Documentation:CTLT programs/Open Education
What is generally meant by Open Education is the free sharing of ideas, practices, knowledge, and everything else related to learning between students, instructors, and institutions. Spurred by the need to make education accessible to all, the Open Education movement gained ground as the Internet evolved to enable easy sharing of different forms of media. From PDFs of a syllabus, to videos of lectures, to a slideshow of a student’s presentation, to a whole textbook accessible online, these educational resources are freely available for anyone to reuse, revise, remix, and redistribute. Many of these open educational resources are under different levels of Creative Commons licenses.

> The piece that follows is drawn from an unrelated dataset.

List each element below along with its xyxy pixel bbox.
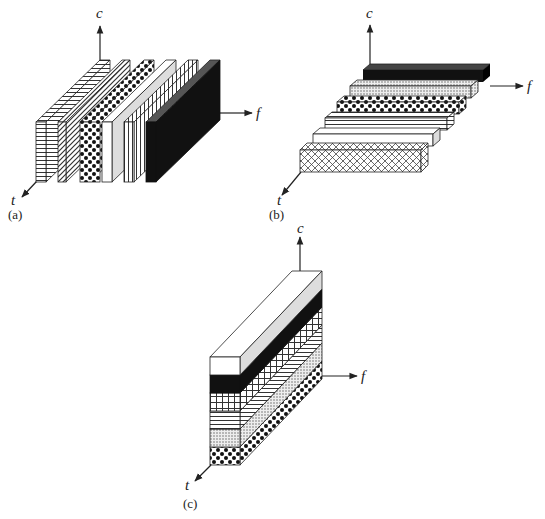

The Centre for Teaching, Learning and Technology supports Open Education in various ways. UBC Blogs, UBC CMS and the UBC Wiki have been used as an open course management systems for many different open courses. The CTLT worked with the UBC Copyright Office to create Open Course & Educational Resource Guidelines OER and Creative Commons copyright guidelines. As UBC’s representative on the organizing committee, CTLT helped host the 2009 and 2012 Open Education Conferences at the Robson Square Campus. With more than 200 on-site attendees, and hundreds more following along online, the events attracted a diverse range of delegates from every single continent in the world.
For more resources and examples of open education at UBC, check out open.ubc.ca or UBC's e-Learning Toolkit.